DERRYNAFLAN

Location

Okasha/Forsyth/2001, 196--197: `Derrynaflan is a virtual island, c. 30 hectares in extent, in the extensive bog of Littleton. It is mentioned as Daire na Fland, `oak-grove of the Flanns', and under its earlier name Daire Eidnech, `ivied oak-grove', in several hagiographical sources .. Situated on the border of Éile and Éogonacht ... Derrynaflan appears to have flourished between the early eighth century and the early-to-mid ninth century when it was one of the most important centres of the céli Dé reform movement ... After the death in 847 of its patron Feidlimid mac Crimthainn, King-Bishop of Cashel, the monastery appears to have declined although there are ruins of ecclesiastical buildings of possibly thirteenth-century date ... The famous hoard of ecclesiastical silver was discovered in 1980 as a result of unlicensed digging. It was concealed near the pre-Romanesque church within the monastic enclosure and had probably been buried there in the later ninth or tenth century. The objects were made at different periods through the eighth and early ninth centuries, that is, during the site's hey-day ... The standing remains at Derrynaflan include a pre-Norman single-celled church without antae ... and to the north-east a trapezoidal enclosure, open on one side. The presence of some carved medieval slabs indicate that this was a graveyard'.

Derrynaflan Hoard (from Database of Irish Excavation Reports)

Tipperary
1986:70

'Derrynaflan', Lurgoe
Monastic settlement
S108490

The 1986 season concentrated on the area surrounding the hoard findspot (Area 1 in 1985 report) and involved the re-excavation of a trench partially explored in 1980 (see M. Ryan (ed.), The Derrynaflan Hoard 1. A Preliminary Account, Dublin 1983, 52-3).

Re-excavation of the hoard pit indicated that it had been partially dug in the W edge of an oval pit, 3m x 2m, which contained sterile boulder clay. It is thus not possible to establish a terminus post quem for the deposition of the hoard.

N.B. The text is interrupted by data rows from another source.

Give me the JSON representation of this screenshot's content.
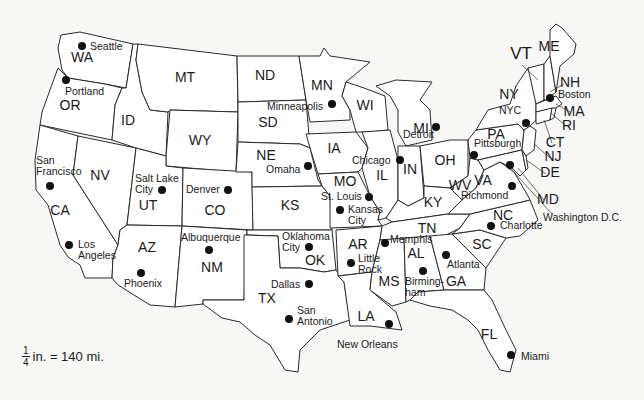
{
  "map": {
    "title": "United States",
    "scale": {
      "numerator": "1",
      "denominator": "4",
      "text": "in. = 140 mi."
    },
    "states": [
      {
        "abbr": "WA",
        "x": 82,
        "y": 62
      },
      {
        "abbr": "OR",
        "x": 70,
        "y": 110
      },
      {
        "abbr": "CA",
        "x": 60,
        "y": 215
      },
      {
        "abbr": "NV",
        "x": 100,
        "y": 180
      },
      {
        "abbr": "ID",
        "x": 128,
        "y": 125
      },
      {
        "abbr": "MT",
        "x": 185,
        "y": 82
      },
      {
        "abbr": "WY",
        "x": 200,
        "y": 145
      },
      {
        "abbr": "UT",
        "x": 148,
        "y": 210
      },
      {
        "abbr": "CO",
        "x": 215,
        "y": 215
      },
      {
        "abbr": "AZ",
        "x": 147,
        "y": 252
      },
      {
        "abbr": "NM",
        "x": 212,
        "y": 272
      },
      {
        "abbr": "ND",
        "x": 265,
        "y": 80
      },
      {
        "abbr": "SD",
        "x": 268,
        "y": 127
      },
      {
        "abbr": "NE",
        "x": 266,
        "y": 160
      },
      {
        "abbr": "KS",
        "x": 290,
        "y": 210
      },
      {
        "abbr": "OK",
        "x": 315,
        "y": 265
      },
      {
        "abbr": "TX",
        "x": 267,
        "y": 303
      },
      {
        "abbr": "MN",
        "x": 322,
        "y": 90
      },
      {
        "abbr": "IA",
        "x": 334,
        "y": 153
      },
      {
        "abbr": "MO",
        "x": 345,
        "y": 186
      },
      {
        "abbr": "AR",
        "x": 358,
        "y": 249
      },
      {
        "abbr": "LA",
        "x": 366,
        "y": 321
      },
      {
        "abbr": "WI",
        "x": 365,
        "y": 110
      },
      {
        "abbr": "IL",
        "x": 382,
        "y": 180
      },
      {
        "abbr": "MS",
        "x": 389,
        "y": 286
      },
      {
        "abbr": "MI",
        "x": 421,
        "y": 133
      },
      {
        "abbr": "IN",
        "x": 410,
        "y": 174
      },
      {
        "abbr": "KY",
        "x": 433,
        "y": 207
      },
      {
        "abbr": "TN",
        "x": 427,
        "y": 233
      },
      {
        "abbr": "AL",
        "x": 416,
        "y": 258
      },
      {
        "abbr": "GA",
        "x": 456,
        "y": 286
      },
      {
        "abbr": "FL",
        "x": 489,
        "y": 339
      },
      {
        "abbr": "OH",
        "x": 445,
        "y": 165
      },
      {
        "abbr": "WV",
        "x": 460,
        "y": 190
      },
      {
        "abbr": "VA",
        "x": 483,
        "y": 185
      },
      {
        "abbr": "NC",
        "x": 503,
        "y": 220
      },
      {
        "abbr": "SC",
        "x": 482,
        "y": 249
      },
      {
        "abbr": "PA",
        "x": 496,
        "y": 139
      },
      {
        "abbr": "NY",
        "x": 509,
        "y": 99
      },
      {
        "abbr": "VT",
        "x": 521,
        "y": 59,
        "big": true
      },
      {
        "abbr": "ME",
        "x": 549,
        "y": 51
      },
      {
        "abbr": "NH",
        "x": 570,
        "y": 87
      },
      {
        "abbr": "MA",
        "x": 574,
        "y": 116
      },
      {
        "abbr": "RI",
        "x": 569,
        "y": 130
      },
      {
        "abbr": "CT",
        "x": 555,
        "y": 147
      },
      {
        "abbr": "NJ",
        "x": 553,
        "y": 161
      },
      {
        "abbr": "DE",
        "x": 550,
        "y": 177
      },
      {
        "abbr": "MD",
        "x": 548,
        "y": 204
      }
    ],
    "cities": [
      {
        "name": "Seattle",
        "lines": [
          "Seattle"
        ],
        "dx": 82,
        "dy": 46,
        "lx": 90,
        "ly": 50
      },
      {
        "name": "Portland",
        "lines": [
          "Portland"
        ],
        "dx": 66,
        "dy": 80,
        "lx": 65,
        "ly": 95
      },
      {
        "name": "San Francisco",
        "lines": [
          "San",
          "Francisco"
        ],
        "dx": 50,
        "dy": 186,
        "lx": 36,
        "ly": 164
      },
      {
        "name": "Los Angeles",
        "lines": [
          "Los",
          "Angeles"
        ],
        "dx": 69,
        "dy": 245,
        "lx": 78,
        "ly": 248
      },
      {
        "name": "Salt Lake City",
        "lines": [
          "Salt Lake",
          "City"
        ],
        "dx": 162,
        "dy": 190,
        "lx": 135,
        "ly": 182
      },
      {
        "name": "Denver",
        "lines": [
          "Denver"
        ],
        "dx": 228,
        "dy": 190,
        "lx": 186,
        "ly": 193
      },
      {
        "name": "Albuquerque",
        "lines": [
          "Albuquerque"
        ],
        "dx": 209,
        "dy": 250,
        "lx": 181,
        "ly": 241
      },
      {
        "name": "Phoenix",
        "lines": [
          "Phoenix"
        ],
        "dx": 141,
        "dy": 273,
        "lx": 124,
        "ly": 287
      },
      {
        "name": "Minneapolis",
        "lines": [
          "Minneapolis"
        ],
        "dx": 332,
        "dy": 104,
        "lx": 267,
        "ly": 110
      },
      {
        "name": "Omaha",
        "lines": [
          "Omaha"
        ],
        "dx": 308,
        "dy": 166,
        "lx": 266,
        "ly": 173
      },
      {
        "name": "St. Louis",
        "lines": [
          "St. Louis"
        ],
        "dx": 369,
        "dy": 197,
        "lx": 321,
        "ly": 200
      },
      {
        "name": "Kansas City",
        "lines": [
          "Kansas",
          "City"
        ],
        "dx": 340,
        "dy": 210,
        "lx": 348,
        "ly": 213
      },
      {
        "name": "Chicago",
        "lines": [
          "Chicago"
        ],
        "dx": 400,
        "dy": 160,
        "lx": 352,
        "ly": 164
      },
      {
        "name": "Detroit",
        "lines": [
          "Detroit"
        ],
        "dx": 436,
        "dy": 127,
        "lx": 403,
        "ly": 138
      },
      {
        "name": "Oklahoma City",
        "lines": [
          "Oklahoma",
          "City"
        ],
        "dx": 309,
        "dy": 247,
        "lx": 282,
        "ly": 240
      },
      {
        "name": "Dallas",
        "lines": [
          "Dallas"
        ],
        "dx": 309,
        "dy": 284,
        "lx": 271,
        "ly": 288
      },
      {
        "name": "San Antonio",
        "lines": [
          "San",
          "Antonio"
        ],
        "dx": 289,
        "dy": 319,
        "lx": 297,
        "ly": 314
      },
      {
        "name": "Little Rock",
        "lines": [
          "Little",
          "Rock"
        ],
        "dx": 351,
        "dy": 263,
        "lx": 358,
        "ly": 262
      },
      {
        "name": "Memphis",
        "lines": [
          "Memphis"
        ],
        "dx": 385,
        "dy": 243,
        "lx": 390,
        "ly": 243
      },
      {
        "name": "New Orleans",
        "lines": [
          "New Orleans"
        ],
        "dx": 389,
        "dy": 324,
        "lx": 337,
        "ly": 348
      },
      {
        "name": "Birmingham",
        "lines": [
          "Birming-",
          "ham"
        ],
        "dx": 423,
        "dy": 271,
        "lx": 405,
        "ly": 285
      },
      {
        "name": "Atlanta",
        "lines": [
          "Atlanta"
        ],
        "dx": 446,
        "dy": 255,
        "lx": 447,
        "ly": 268
      },
      {
        "name": "Miami",
        "lines": [
          "Miami"
        ],
        "dx": 511,
        "dy": 355,
        "lx": 521,
        "ly": 360
      },
      {
        "name": "Pittsburgh",
        "lines": [
          "Pittsburgh"
        ],
        "dx": 474,
        "dy": 155,
        "lx": 474,
        "ly": 147
      },
      {
        "name": "Richmond",
        "lines": [
          "Richmond"
        ],
        "dx": 512,
        "dy": 186,
        "lx": 461,
        "ly": 199
      },
      {
        "name": "Charlotte",
        "lines": [
          "Charlotte"
        ],
        "dx": 491,
        "dy": 226,
        "lx": 500,
        "ly": 229
      },
      {
        "name": "Washington D.C.",
        "lines": [
          "Washington D.C."
        ],
        "dx": 510,
        "dy": 165,
        "lx": 543,
        "ly": 221
      },
      {
        "name": "NYC",
        "lines": [
          "NYC"
        ],
        "dx": 526,
        "dy": 123,
        "lx": 499,
        "ly": 114
      },
      {
        "name": "Boston",
        "lines": [
          "Boston"
        ],
        "dx": 550,
        "dy": 98,
        "lx": 558,
        "ly": 98
      }
    ]
  }
}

A further stretch of the linear ditch contained imported Bii ware. It is the earliest feature on the site and its orientation is at variance with the other ditches and buildings.

Excavation in the 1986 season indicated that the field bank overlay a ditch running N-S outside the E gable of the church. The V-shaped ditch contained charcoal and animal bone, a number of bronze and iron stick pins, bone comb fragments, cut antler and a piece of sheet bronze decorated with an engraved Ringerike-style foliage pattern.

A large pit, 1.80m deep and dug into boulder clay, was back-filled with a mixture of clay and mortar. The back-till also contained a sherd of medieval pottery and the pit may be associated with one of the building phases on the site.